◆ Exercise goal ◆
An identical transcription of the records is required.

Collected data
■ ■ ■ ■ ■ ■ ■
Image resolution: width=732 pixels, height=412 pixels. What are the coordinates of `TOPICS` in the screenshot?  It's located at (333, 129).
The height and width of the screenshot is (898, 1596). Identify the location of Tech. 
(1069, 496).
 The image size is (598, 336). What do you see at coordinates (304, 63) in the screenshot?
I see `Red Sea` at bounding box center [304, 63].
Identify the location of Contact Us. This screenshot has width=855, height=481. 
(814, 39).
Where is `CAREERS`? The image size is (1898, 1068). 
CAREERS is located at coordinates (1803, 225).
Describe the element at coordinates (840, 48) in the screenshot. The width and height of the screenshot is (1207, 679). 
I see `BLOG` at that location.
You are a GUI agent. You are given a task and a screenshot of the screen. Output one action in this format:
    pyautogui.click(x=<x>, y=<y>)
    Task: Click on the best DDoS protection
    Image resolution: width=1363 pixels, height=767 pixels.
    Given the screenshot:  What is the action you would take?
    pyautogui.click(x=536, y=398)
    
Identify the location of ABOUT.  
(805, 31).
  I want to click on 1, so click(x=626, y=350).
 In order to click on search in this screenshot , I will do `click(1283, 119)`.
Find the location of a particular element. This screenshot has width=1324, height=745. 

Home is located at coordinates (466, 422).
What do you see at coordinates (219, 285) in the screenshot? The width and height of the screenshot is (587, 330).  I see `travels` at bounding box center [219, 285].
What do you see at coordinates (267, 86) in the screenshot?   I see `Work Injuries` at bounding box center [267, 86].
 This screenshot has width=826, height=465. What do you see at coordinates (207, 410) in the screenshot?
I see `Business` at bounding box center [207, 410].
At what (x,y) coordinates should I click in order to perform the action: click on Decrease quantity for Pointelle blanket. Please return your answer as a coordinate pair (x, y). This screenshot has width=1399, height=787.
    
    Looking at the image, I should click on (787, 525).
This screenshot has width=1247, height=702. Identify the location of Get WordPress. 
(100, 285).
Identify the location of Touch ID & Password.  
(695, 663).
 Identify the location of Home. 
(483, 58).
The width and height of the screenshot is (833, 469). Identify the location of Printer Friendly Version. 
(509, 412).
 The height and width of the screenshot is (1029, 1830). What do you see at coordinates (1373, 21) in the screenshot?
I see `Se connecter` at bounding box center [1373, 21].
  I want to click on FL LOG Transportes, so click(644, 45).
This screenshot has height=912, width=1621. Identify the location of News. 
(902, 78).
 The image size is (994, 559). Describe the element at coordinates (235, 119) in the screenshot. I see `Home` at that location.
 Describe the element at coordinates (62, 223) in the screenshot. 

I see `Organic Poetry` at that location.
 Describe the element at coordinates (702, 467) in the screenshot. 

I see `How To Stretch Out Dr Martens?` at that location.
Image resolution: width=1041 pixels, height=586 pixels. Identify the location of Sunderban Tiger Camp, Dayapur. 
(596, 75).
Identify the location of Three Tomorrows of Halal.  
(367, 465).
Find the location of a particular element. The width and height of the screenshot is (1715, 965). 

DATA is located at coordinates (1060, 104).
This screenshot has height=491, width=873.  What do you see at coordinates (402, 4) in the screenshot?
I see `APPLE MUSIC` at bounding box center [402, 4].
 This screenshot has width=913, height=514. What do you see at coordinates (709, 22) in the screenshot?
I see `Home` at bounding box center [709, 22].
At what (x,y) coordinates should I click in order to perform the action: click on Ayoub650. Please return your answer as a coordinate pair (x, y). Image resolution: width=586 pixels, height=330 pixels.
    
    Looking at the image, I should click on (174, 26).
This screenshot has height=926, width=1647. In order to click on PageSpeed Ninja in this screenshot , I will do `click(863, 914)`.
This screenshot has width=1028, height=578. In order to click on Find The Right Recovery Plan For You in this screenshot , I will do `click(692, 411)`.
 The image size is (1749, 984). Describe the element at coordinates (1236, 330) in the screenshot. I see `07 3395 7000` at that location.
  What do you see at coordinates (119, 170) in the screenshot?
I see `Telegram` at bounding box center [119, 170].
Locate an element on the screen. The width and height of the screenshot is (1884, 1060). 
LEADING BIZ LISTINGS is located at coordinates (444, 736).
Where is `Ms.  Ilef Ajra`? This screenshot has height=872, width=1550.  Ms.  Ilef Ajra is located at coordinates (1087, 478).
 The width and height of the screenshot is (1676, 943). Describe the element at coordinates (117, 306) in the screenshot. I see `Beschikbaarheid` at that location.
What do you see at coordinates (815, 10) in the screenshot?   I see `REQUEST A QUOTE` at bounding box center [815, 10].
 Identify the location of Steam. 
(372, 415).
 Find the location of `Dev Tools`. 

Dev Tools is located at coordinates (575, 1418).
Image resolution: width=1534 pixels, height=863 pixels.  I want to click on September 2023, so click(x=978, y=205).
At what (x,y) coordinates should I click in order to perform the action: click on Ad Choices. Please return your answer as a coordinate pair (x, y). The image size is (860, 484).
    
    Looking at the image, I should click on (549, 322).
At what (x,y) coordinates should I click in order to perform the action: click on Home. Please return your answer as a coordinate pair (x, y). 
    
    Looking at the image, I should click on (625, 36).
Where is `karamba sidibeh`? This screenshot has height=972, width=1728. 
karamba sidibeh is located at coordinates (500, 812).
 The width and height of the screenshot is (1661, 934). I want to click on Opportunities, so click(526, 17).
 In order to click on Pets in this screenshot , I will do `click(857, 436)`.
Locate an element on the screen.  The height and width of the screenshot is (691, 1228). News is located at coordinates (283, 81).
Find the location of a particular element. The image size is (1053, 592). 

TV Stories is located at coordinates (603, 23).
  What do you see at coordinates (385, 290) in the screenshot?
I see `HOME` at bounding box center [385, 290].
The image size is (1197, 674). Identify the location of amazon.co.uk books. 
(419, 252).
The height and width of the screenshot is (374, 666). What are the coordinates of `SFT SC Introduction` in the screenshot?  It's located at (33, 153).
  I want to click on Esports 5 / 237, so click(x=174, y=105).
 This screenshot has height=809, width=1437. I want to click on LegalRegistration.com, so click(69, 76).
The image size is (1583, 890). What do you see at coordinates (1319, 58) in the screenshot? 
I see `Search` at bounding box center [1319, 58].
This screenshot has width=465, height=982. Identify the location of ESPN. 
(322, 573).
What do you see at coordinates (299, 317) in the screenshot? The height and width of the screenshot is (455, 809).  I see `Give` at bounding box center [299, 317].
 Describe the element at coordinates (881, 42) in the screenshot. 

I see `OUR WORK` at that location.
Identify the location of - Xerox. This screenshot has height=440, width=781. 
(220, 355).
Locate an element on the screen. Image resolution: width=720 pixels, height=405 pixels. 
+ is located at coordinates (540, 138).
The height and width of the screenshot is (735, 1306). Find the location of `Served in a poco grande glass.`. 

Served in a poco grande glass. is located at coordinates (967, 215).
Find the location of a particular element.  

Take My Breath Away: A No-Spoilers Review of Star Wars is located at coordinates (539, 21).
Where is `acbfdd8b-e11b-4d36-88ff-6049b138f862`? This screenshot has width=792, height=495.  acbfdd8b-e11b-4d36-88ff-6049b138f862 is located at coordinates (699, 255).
■ ■ ■ ■ ■ ■ ■
◆ Completed task ◆
Image resolution: width=732 pixels, height=412 pixels. What are the coordinates of `TOPICS` in the screenshot?  It's located at (333, 129).
The height and width of the screenshot is (898, 1596). Identify the location of Tech. 
(1069, 496).
 The image size is (598, 336). What do you see at coordinates (304, 63) in the screenshot?
I see `Red Sea` at bounding box center [304, 63].
Identify the location of Contact Us. This screenshot has width=855, height=481. 
(814, 39).
Where is `CAREERS`? The image size is (1898, 1068). 
CAREERS is located at coordinates (1803, 225).
Describe the element at coordinates (840, 48) in the screenshot. The width and height of the screenshot is (1207, 679). 
I see `BLOG` at that location.
You are a GUI agent. You are given a task and a screenshot of the screen. Output one action in this format:
    pyautogui.click(x=<x>, y=<y>)
    Task: Click on the best DDoS protection
    Image resolution: width=1363 pixels, height=767 pixels.
    Given the screenshot:  What is the action you would take?
    pyautogui.click(x=536, y=398)
    
Identify the location of ABOUT.  
(805, 31).
  I want to click on 1, so click(x=626, y=350).
 In order to click on search in this screenshot , I will do `click(1283, 119)`.
Find the location of a particular element. This screenshot has width=1324, height=745. 

Home is located at coordinates (466, 422).
What do you see at coordinates (219, 285) in the screenshot? The width and height of the screenshot is (587, 330).  I see `travels` at bounding box center [219, 285].
What do you see at coordinates (267, 86) in the screenshot?   I see `Work Injuries` at bounding box center [267, 86].
 This screenshot has width=826, height=465. What do you see at coordinates (207, 410) in the screenshot?
I see `Business` at bounding box center [207, 410].
At what (x,y) coordinates should I click in order to perform the action: click on Decrease quantity for Pointelle blanket. Please return your answer as a coordinate pair (x, y). This screenshot has width=1399, height=787.
    
    Looking at the image, I should click on (787, 525).
This screenshot has width=1247, height=702. Identify the location of Get WordPress. 
(100, 285).
Identify the location of Touch ID & Password.  
(695, 663).
 Identify the location of Home. 
(483, 58).
The width and height of the screenshot is (833, 469). Identify the location of Printer Friendly Version. 
(509, 412).
 The height and width of the screenshot is (1029, 1830). What do you see at coordinates (1373, 21) in the screenshot?
I see `Se connecter` at bounding box center [1373, 21].
  I want to click on FL LOG Transportes, so click(644, 45).
This screenshot has height=912, width=1621. Identify the location of News. 
(902, 78).
 The image size is (994, 559). Describe the element at coordinates (235, 119) in the screenshot. I see `Home` at that location.
 Describe the element at coordinates (62, 223) in the screenshot. 

I see `Organic Poetry` at that location.
 Describe the element at coordinates (702, 467) in the screenshot. 

I see `How To Stretch Out Dr Martens?` at that location.
Image resolution: width=1041 pixels, height=586 pixels. Identify the location of Sunderban Tiger Camp, Dayapur. 
(596, 75).
Identify the location of Three Tomorrows of Halal.  
(367, 465).
Find the location of a particular element. The width and height of the screenshot is (1715, 965). 

DATA is located at coordinates (1060, 104).
This screenshot has height=491, width=873.  What do you see at coordinates (402, 4) in the screenshot?
I see `APPLE MUSIC` at bounding box center [402, 4].
 This screenshot has width=913, height=514. What do you see at coordinates (709, 22) in the screenshot?
I see `Home` at bounding box center [709, 22].
At what (x,y) coordinates should I click in order to perform the action: click on Ayoub650. Please return your answer as a coordinate pair (x, y). Image resolution: width=586 pixels, height=330 pixels.
    
    Looking at the image, I should click on (174, 26).
This screenshot has height=926, width=1647. In order to click on PageSpeed Ninja in this screenshot , I will do `click(863, 914)`.
This screenshot has width=1028, height=578. In order to click on Find The Right Recovery Plan For You in this screenshot , I will do `click(692, 411)`.
 The image size is (1749, 984). Describe the element at coordinates (1236, 330) in the screenshot. I see `07 3395 7000` at that location.
  What do you see at coordinates (119, 170) in the screenshot?
I see `Telegram` at bounding box center [119, 170].
Locate an element on the screen. The width and height of the screenshot is (1884, 1060). 
LEADING BIZ LISTINGS is located at coordinates (444, 736).
Where is `Ms.  Ilef Ajra`? This screenshot has height=872, width=1550.  Ms.  Ilef Ajra is located at coordinates (1087, 478).
 The width and height of the screenshot is (1676, 943). Describe the element at coordinates (117, 306) in the screenshot. I see `Beschikbaarheid` at that location.
What do you see at coordinates (815, 10) in the screenshot?   I see `REQUEST A QUOTE` at bounding box center [815, 10].
 Identify the location of Steam. 
(372, 415).
 Find the location of `Dev Tools`. 

Dev Tools is located at coordinates (575, 1418).
Image resolution: width=1534 pixels, height=863 pixels.  I want to click on September 2023, so click(x=978, y=205).
At what (x,y) coordinates should I click in order to perform the action: click on Ad Choices. Please return your answer as a coordinate pair (x, y). The image size is (860, 484).
    
    Looking at the image, I should click on (549, 322).
At what (x,y) coordinates should I click in order to perform the action: click on Home. Please return your answer as a coordinate pair (x, y). 
    
    Looking at the image, I should click on (625, 36).
Where is `karamba sidibeh`? This screenshot has height=972, width=1728. 
karamba sidibeh is located at coordinates (500, 812).
 The width and height of the screenshot is (1661, 934). I want to click on Opportunities, so click(526, 17).
 In order to click on Pets in this screenshot , I will do `click(857, 436)`.
Locate an element on the screen.  The height and width of the screenshot is (691, 1228). News is located at coordinates (283, 81).
Find the location of a particular element. The image size is (1053, 592). 

TV Stories is located at coordinates (603, 23).
  What do you see at coordinates (385, 290) in the screenshot?
I see `HOME` at bounding box center [385, 290].
The image size is (1197, 674). Identify the location of amazon.co.uk books. 
(419, 252).
The height and width of the screenshot is (374, 666). What are the coordinates of `SFT SC Introduction` in the screenshot?  It's located at (33, 153).
  I want to click on Esports 5 / 237, so click(x=174, y=105).
 This screenshot has height=809, width=1437. I want to click on LegalRegistration.com, so click(69, 76).
The image size is (1583, 890). What do you see at coordinates (1319, 58) in the screenshot? 
I see `Search` at bounding box center [1319, 58].
This screenshot has width=465, height=982. Identify the location of ESPN. 
(322, 573).
What do you see at coordinates (299, 317) in the screenshot? The height and width of the screenshot is (455, 809).  I see `Give` at bounding box center [299, 317].
 Describe the element at coordinates (881, 42) in the screenshot. 

I see `OUR WORK` at that location.
Identify the location of - Xerox. This screenshot has height=440, width=781. 
(220, 355).
Locate an element on the screen. Image resolution: width=720 pixels, height=405 pixels. 
+ is located at coordinates (540, 138).
The height and width of the screenshot is (735, 1306). Find the location of `Served in a poco grande glass.`. 

Served in a poco grande glass. is located at coordinates (967, 215).
Find the location of a particular element.  

Take My Breath Away: A No-Spoilers Review of Star Wars is located at coordinates (539, 21).
Where is `acbfdd8b-e11b-4d36-88ff-6049b138f862`? This screenshot has width=792, height=495.  acbfdd8b-e11b-4d36-88ff-6049b138f862 is located at coordinates (699, 255).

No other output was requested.